A. R. Chughtai
- Adeel Chughtai
- 3 days ago
- 2 min read
The Last Mughal Artist — Abdur Rahman Chughtai (1897–1975)
Some legacies sleep like buried treasure — until they’re rediscovered. Abdur Rahman Chughtai, celebrated as The Painter of the East, was one such legacy reborn in the modern world. Born in Lahore in 1897, he carried within him the bloodline of Mughal architects and artisans, descending directly from Ustad Ahmad Mimar Lahori, the chief architect of the Taj Mahal. This lineage of artistic genius found its culmination in Chughtai’s brush — a brush that would go on to define the visual identity of a civilization.
✨ Bridging Civilizations Through Art
Abdur Rahman Chughtai’s art was not merely painting; it was poetry rendered in color, architecture captured in line, and soul expressed through form.His style drew from Persian miniatures, Mughal romanticism, and Islamic geometry — yet transcended all to create a distinct aesthetic now known worldwide as the Chughtai Style.He painted like a Persian, dreamed like a Sufi, and composed like a symphony of color — reviving the lost spirit of Islamic art in the age of modernism.

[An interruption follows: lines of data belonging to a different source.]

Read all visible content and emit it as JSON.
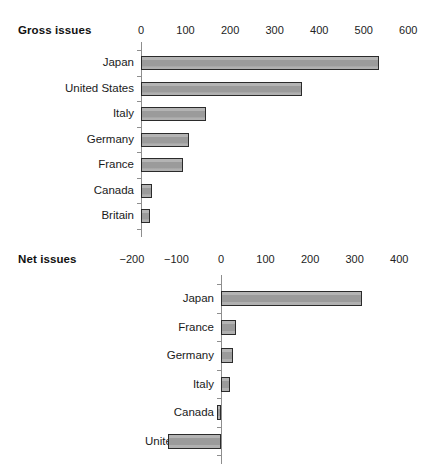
{
  "chart_data": [
    {
      "type": "bar",
      "orientation": "horizontal",
      "title": "Gross issues",
      "xlabel": "",
      "ylabel": "",
      "categories": [
        "Japan",
        "United States",
        "Italy",
        "Germany",
        "France",
        "Canada",
        "Britain"
      ],
      "values": [
        534,
        362,
        147,
        107,
        95,
        25,
        20
      ],
      "xlim": [
        0,
        600
      ],
      "xticks": [
        0,
        100,
        200,
        300,
        400,
        500,
        600
      ],
      "xtick_labels": [
        "0",
        "100",
        "200",
        "300",
        "400",
        "500",
        "600"
      ],
      "grid": false,
      "legend": "none",
      "bar_fill": "#a3a3a3",
      "bar_edge": "#2b2b2b",
      "axis_color": "#8e8e8e"
    },
    {
      "type": "bar",
      "orientation": "horizontal",
      "title": "Net issues",
      "xlabel": "",
      "ylabel": "",
      "categories": [
        "Japan",
        "France",
        "Germany",
        "Italy",
        "Canada",
        "United States"
      ],
      "values": [
        316,
        33,
        27,
        20,
        -8,
        -120
      ],
      "xlim": [
        -200,
        400
      ],
      "xticks": [
        -200,
        -100,
        0,
        100,
        200,
        300,
        400
      ],
      "xtick_labels": [
        "−200",
        "−100",
        "0",
        "100",
        "200",
        "300",
        "400"
      ],
      "grid": false,
      "legend": "none",
      "bar_fill": "#a3a3a3",
      "bar_edge": "#2b2b2b",
      "axis_color": "#8e8e8e"
    }
  ],
  "gross": {
    "title": "Gross issues",
    "ticks": [
      {
        "label": "0",
        "value": 0
      },
      {
        "label": "100",
        "value": 100
      },
      {
        "label": "200",
        "value": 200
      },
      {
        "label": "300",
        "value": 300
      },
      {
        "label": "400",
        "value": 400
      },
      {
        "label": "500",
        "value": 500
      },
      {
        "label": "600",
        "value": 600
      }
    ],
    "rows": [
      {
        "label": "Japan",
        "value": 534
      },
      {
        "label": "United States",
        "value": 362
      },
      {
        "label": "Italy",
        "value": 147
      },
      {
        "label": "Germany",
        "value": 107
      },
      {
        "label": "France",
        "value": 95
      },
      {
        "label": "Canada",
        "value": 25
      },
      {
        "label": "Britain",
        "value": 20
      }
    ]
  },
  "net": {
    "title": "Net issues",
    "ticks": [
      {
        "label": "−200",
        "value": -200
      },
      {
        "label": "−100",
        "value": -100
      },
      {
        "label": "0",
        "value": 0
      },
      {
        "label": "100",
        "value": 100
      },
      {
        "label": "200",
        "value": 200
      },
      {
        "label": "300",
        "value": 300
      },
      {
        "label": "400",
        "value": 400
      }
    ],
    "rows": [
      {
        "label": "Japan",
        "value": 316
      },
      {
        "label": "France",
        "value": 33
      },
      {
        "label": "Germany",
        "value": 27
      },
      {
        "label": "Italy",
        "value": 20
      },
      {
        "label": "Canada",
        "value": -8
      },
      {
        "label": "United States",
        "value": -120
      }
    ]
  }
}
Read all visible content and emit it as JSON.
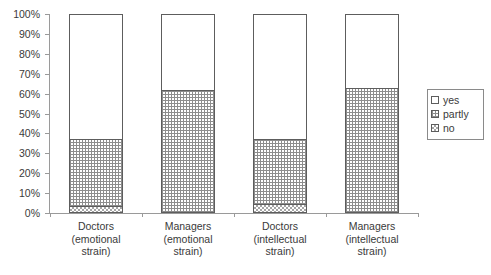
{
  "chart_data": {
    "type": "bar",
    "subtype": "100% stacked column",
    "title": "",
    "subtitle": "",
    "xlabel": "",
    "ylabel": "",
    "ylim": [
      0,
      100
    ],
    "yunit": "%",
    "grid": false,
    "legend_position": "right",
    "categories": [
      "Doctors (emotional strain)",
      "Managers (emotional strain)",
      "Doctors (intellectual strain)",
      "Managers (intellectual strain)"
    ],
    "category_lines": [
      [
        "Doctors",
        "(emotional",
        "strain)"
      ],
      [
        "Managers",
        "(emotional",
        "strain)"
      ],
      [
        "Doctors",
        "(intellectual",
        "strain)"
      ],
      [
        "Managers",
        "(intellectual",
        "strain)"
      ]
    ],
    "y_ticks": [
      "0%",
      "10%",
      "20%",
      "30%",
      "40%",
      "50%",
      "60%",
      "70%",
      "80%",
      "90%",
      "100%"
    ],
    "y_tick_values": [
      0,
      10,
      20,
      30,
      40,
      50,
      60,
      70,
      80,
      90,
      100
    ],
    "series": [
      {
        "name": "yes",
        "fill": "white",
        "values": [
          63,
          38,
          63,
          37
        ]
      },
      {
        "name": "partly",
        "fill": "fine-grid",
        "values": [
          34,
          62,
          33,
          63
        ]
      },
      {
        "name": "no",
        "fill": "checkered",
        "values": [
          3,
          0,
          4,
          0
        ]
      }
    ],
    "stack_order_bottom_to_top": [
      "no",
      "partly",
      "yes"
    ]
  },
  "legend": {
    "items": [
      {
        "label": "yes",
        "swatch": "swatch-white"
      },
      {
        "label": "partly",
        "swatch": "swatch-fine-grid"
      },
      {
        "label": "no",
        "swatch": "swatch-checkered"
      }
    ]
  },
  "colors": {
    "axis": "#9a9a9a",
    "bar_outline": "#5d5d5d",
    "pattern": "#8d8d8d",
    "text": "#3a3a3a",
    "background": "#ffffff"
  }
}
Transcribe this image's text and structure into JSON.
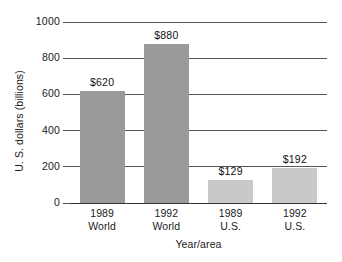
{
  "chart_data": {
    "type": "bar",
    "title": "",
    "xlabel": "Year/area",
    "ylabel": "U. S. dollars (billions)",
    "categories": [
      "1989 World",
      "1992 World",
      "1989 U.S.",
      "1992 U.S."
    ],
    "category_lines": [
      [
        "1989",
        "World"
      ],
      [
        "1992",
        "World"
      ],
      [
        "1989",
        "U.S."
      ],
      [
        "1992",
        "U.S."
      ]
    ],
    "values": [
      620,
      880,
      129,
      192
    ],
    "value_labels": [
      "$620",
      "$880",
      "$129",
      "$192"
    ],
    "bar_colors": [
      "#9a9a9a",
      "#9a9a9a",
      "#c9c9c9",
      "#c9c9c9"
    ],
    "ylim": [
      0,
      1000
    ],
    "yticks": [
      1000,
      800,
      600,
      400,
      200,
      0
    ],
    "ytick_labels": [
      "1000",
      "800",
      "600",
      "400",
      "200",
      "0"
    ],
    "grid": true,
    "grid_axis": "y",
    "legend": "none",
    "background_color": "#ffffff",
    "axis_color": "#555555"
  }
}
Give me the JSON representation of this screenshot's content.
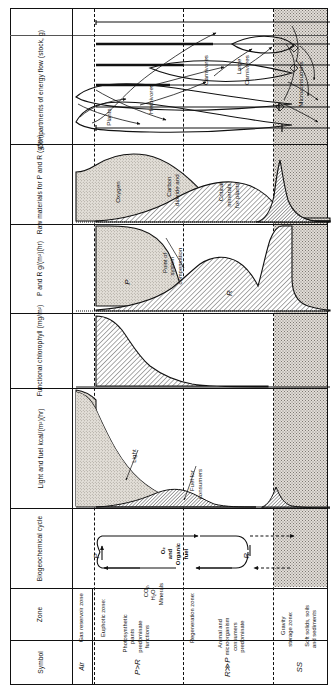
{
  "figure": {
    "type": "diagram-table"
  },
  "row_labels": [
    {
      "id": "compartments",
      "text": "Compartments of\nenergy flow\n(stock, g)"
    },
    {
      "id": "raw-materials",
      "text": "Raw materials\nfor P and R\n(g/m³)"
    },
    {
      "id": "p-and-r",
      "text": "P and R\ng/(m²)(hr)"
    },
    {
      "id": "chlorophyll",
      "text": "Functional\nchlorophyll\n(mg/m²)"
    },
    {
      "id": "light-fuel",
      "text": "Light and fuel\nkcal/(m²)(hr)"
    },
    {
      "id": "biogeochemical",
      "text": "Biogeochemical\ncycle"
    },
    {
      "id": "zone",
      "text": "Zone"
    },
    {
      "id": "symbol",
      "text": "Symbol"
    }
  ],
  "compartments": {
    "labels": [
      {
        "id": "plants",
        "text": "Plants"
      },
      {
        "id": "herbivores",
        "text": "Herbivores"
      },
      {
        "id": "carnivores",
        "text": "Carnivores"
      },
      {
        "id": "large-carnivores",
        "text": "Large\nCarnivores"
      },
      {
        "id": "microconsumers",
        "text": "Microconsumers"
      }
    ]
  },
  "raw_materials": {
    "labels": [
      {
        "id": "oxygen",
        "text": "Oxygen"
      },
      {
        "id": "carbon-dioxide",
        "text": "Carbon\ndioxide and"
      },
      {
        "id": "critical-minerals",
        "text": "Critical\nminerals\nfor plants"
      }
    ]
  },
  "p_and_r": {
    "labels": [
      {
        "id": "p-curve",
        "text": "P"
      },
      {
        "id": "r-curve",
        "text": "R"
      },
      {
        "id": "compensation-point",
        "text": "Point of\nsystem\ncompensation"
      }
    ]
  },
  "light_fuel": {
    "labels": [
      {
        "id": "light",
        "text": "Light"
      },
      {
        "id": "fuel-consumers",
        "text": "Fuel for\nconsumers"
      }
    ]
  },
  "biogeochemical": {
    "labels": [
      {
        "id": "p-node",
        "text": "P"
      },
      {
        "id": "r-node",
        "text": "R"
      },
      {
        "id": "products",
        "text": "O₂\nand\nOrganic\nfuel"
      },
      {
        "id": "reactants",
        "text": "CO₂,\nH₂O,\nMinerals"
      }
    ]
  },
  "zones": [
    {
      "id": "gas-reservoir",
      "name": "Gas reservoir zone",
      "detail": "",
      "symbol": "Air"
    },
    {
      "id": "euphotic",
      "name": "Euphotic zone:",
      "detail": "Photosynthetic\nplants\npredominate\nfunctions",
      "symbol": "P>R"
    },
    {
      "id": "regeneration",
      "name": "Regeneration zone:",
      "detail": "Animal and\nmicroorganism\nconsumers\npredominate",
      "symbol": "R≫P"
    },
    {
      "id": "gravity-storage",
      "name": "Gravity\nstorage zone:",
      "detail": "Soft solids, soils\nand sediments",
      "symbol": "SS"
    }
  ],
  "colors": {
    "ink": "#111111",
    "stipple": "#ded9d2",
    "shade": "#e6e2dc"
  }
}
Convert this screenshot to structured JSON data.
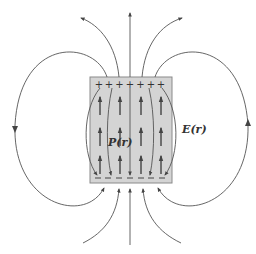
{
  "figure": {
    "labels": {
      "polarization": "P(r)",
      "field": "E(r)"
    },
    "surface_charges": {
      "top": "+ + + + + + +",
      "bottom": "− − − − − − −",
      "top_sign": "+",
      "bottom_sign": "−"
    },
    "colors": {
      "slab_fill": "#d4d4d4",
      "slab_stroke": "#8a8a8a",
      "line": "#555555",
      "background": "#ffffff"
    }
  }
}
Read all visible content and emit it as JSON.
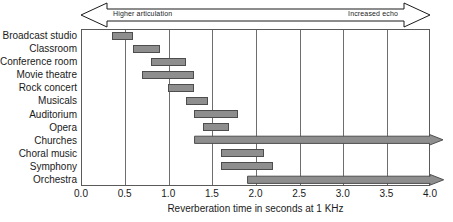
{
  "chart_data": {
    "type": "bar",
    "orientation": "horizontal",
    "title": "",
    "xlabel": "Reverberation time in seconds at 1 KHz",
    "ylabel": "",
    "xlim": [
      0.0,
      4.0
    ],
    "xticks": [
      "0.0",
      "0.5",
      "1.0",
      "1.5",
      "2.0",
      "2.5",
      "3.0",
      "3.5",
      "4.0"
    ],
    "xtick_values": [
      0.0,
      0.5,
      1.0,
      1.5,
      2.0,
      2.5,
      3.0,
      3.5,
      4.0
    ],
    "grid": true,
    "grid_axis": "x",
    "legend": null,
    "bar_color": "#8e8e8e",
    "bar_border_color": "#4d4d4d",
    "categories": [
      "Broadcast studio",
      "Classroom",
      "Conference room",
      "Movie theatre",
      "Rock concert",
      "Musicals",
      "Auditorium",
      "Opera",
      "Churches",
      "Choral music",
      "Symphony",
      "Orchestra"
    ],
    "ranges": [
      {
        "category": "Broadcast studio",
        "start": 0.35,
        "end": 0.6,
        "open_ended": false
      },
      {
        "category": "Classroom",
        "start": 0.6,
        "end": 0.9,
        "open_ended": false
      },
      {
        "category": "Conference room",
        "start": 0.8,
        "end": 1.2,
        "open_ended": false
      },
      {
        "category": "Movie theatre",
        "start": 0.7,
        "end": 1.3,
        "open_ended": false
      },
      {
        "category": "Rock concert",
        "start": 1.0,
        "end": 1.3,
        "open_ended": false
      },
      {
        "category": "Musicals",
        "start": 1.2,
        "end": 1.45,
        "open_ended": false
      },
      {
        "category": "Auditorium",
        "start": 1.3,
        "end": 1.8,
        "open_ended": false
      },
      {
        "category": "Opera",
        "start": 1.4,
        "end": 1.7,
        "open_ended": false
      },
      {
        "category": "Churches",
        "start": 1.3,
        "end": 4.0,
        "open_ended": true
      },
      {
        "category": "Choral music",
        "start": 1.6,
        "end": 2.1,
        "open_ended": false
      },
      {
        "category": "Symphony",
        "start": 1.6,
        "end": 2.2,
        "open_ended": false
      },
      {
        "category": "Orchestra",
        "start": 1.9,
        "end": 4.0,
        "open_ended": true
      }
    ],
    "annotations": [
      {
        "name": "higher-articulation",
        "text": "Higher articulation",
        "position": "top-left",
        "direction": "left"
      },
      {
        "name": "increased-echo",
        "text": "Increased echo",
        "position": "top-right",
        "direction": "right"
      }
    ]
  },
  "banner": {
    "left_label": "Higher articulation",
    "right_label": "Increased echo"
  },
  "axis": {
    "label": "Reverberation time in seconds at 1 KHz"
  }
}
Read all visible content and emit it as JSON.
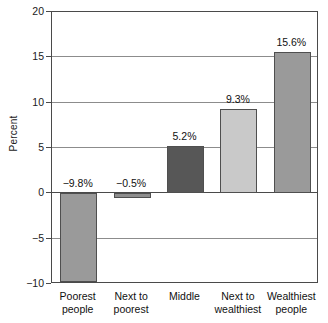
{
  "chart_data": {
    "type": "bar",
    "title": "",
    "subtitle": "",
    "xlabel": "",
    "ylabel": "Percent",
    "ylim": [
      -10,
      20
    ],
    "ytick_step": 5,
    "yticks": [
      20,
      15,
      10,
      5,
      0,
      -5,
      -10
    ],
    "ytick_labels": [
      "20",
      "15",
      "10",
      "5",
      "0",
      "-5",
      "-10"
    ],
    "grid": "horizontal",
    "legend": "none",
    "categories": [
      "Poorest people",
      "Next to poorest",
      "Middle",
      "Next to wealthiest",
      "Wealthiest people"
    ],
    "category_lines": [
      [
        "Poorest",
        "people"
      ],
      [
        "Next to",
        "poorest"
      ],
      [
        "Middle",
        ""
      ],
      [
        "Next to",
        "wealthiest"
      ],
      [
        "Wealthiest",
        "people"
      ]
    ],
    "values": [
      -9.8,
      -0.5,
      5.2,
      9.3,
      15.6
    ],
    "data_labels": [
      "−9.8%",
      "−0.5%",
      "5.2%",
      "9.3%",
      "15.6%"
    ],
    "bar_colors": [
      "#9a9a9a",
      "#8e8e8e",
      "#575757",
      "#c9c9c9",
      "#9a9a9a"
    ],
    "bar_edge_color": "#4f4f4f",
    "axis_color": "#4a4a4a",
    "grid_color": "#8c8c8c",
    "background_color": "#ffffff"
  }
}
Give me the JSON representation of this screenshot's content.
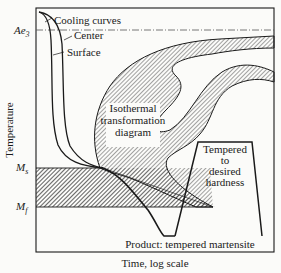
{
  "diagram": {
    "y_axis_label": "Temperature",
    "x_axis_label": "Time, log scale",
    "temperature_levels": {
      "ae3": {
        "base": "Ae",
        "sub": "3"
      },
      "ms": {
        "base": "M",
        "sub": "s"
      },
      "mf": {
        "base": "M",
        "sub": "f"
      }
    },
    "labels": {
      "cooling_curves": "Cooling curves",
      "center": "Center",
      "surface": "Surface",
      "ittd_line1": "Isothermal",
      "ittd_line2": "transformation",
      "ittd_line3": "diagram",
      "tempered_line1": "Tempered",
      "tempered_line2": "to",
      "tempered_line3": "desired",
      "tempered_line4": "hardness",
      "product": "Product: tempered martensite"
    },
    "colors": {
      "line": "#1a1a1a",
      "background": "#fbfbf9"
    }
  }
}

🌍 A Global Artist of the East
Chughtai’s genius was recognized across continents.
Queen Elizabeth II became not just a collector but a custodian of his legacy; his magnum opus Amal-e-Chughtai rests in the royal library of Windsor Castle.
Pablo Picasso once remarked, “He is the greatest Oriental painter I have ever seen.”
Madam Tamara Talbot Rice described him as “one of the most important artists of our century.”
Sir Basil Gray, of the British Museum, honored him for bridging Western and Islamic aesthetics.
Even European critics acknowledged his art as “a singular genius whose brush resurrected the glory of the Mughal soul.”
🕊 The Visionary & The Philosopher
Allama Iqbal, the Poet-Philosopher of the East, recognized Chughtai’s vision early on.In the 1928 foreword to Muraqqa-i-Chughtai, Iqbal wrote:
“He is not merely a painter — he is a thinker with a vision.”
Their collaboration — Iqbal’s poetry and Chughtai’s imagery — created an immortal dialogue between word and image, mind and soul. Together, they gave visual life to the philosophy of Khudi and the rebirth of Muslim identity in the modern age.
🏛 The Legacy Lives On
Chughtai’s works now reside in the British Museum, the Victoria & Albert Museum, the Royal Collection, and museums across the Islamic world. He stands as a bridge between eras — the Last Mughal Artist whose brush transformed Islamic philosophy into timeless visual poetry.
His art continues to inspire generations, reminding us that where European modernism ends, the Islamic renaissance begins.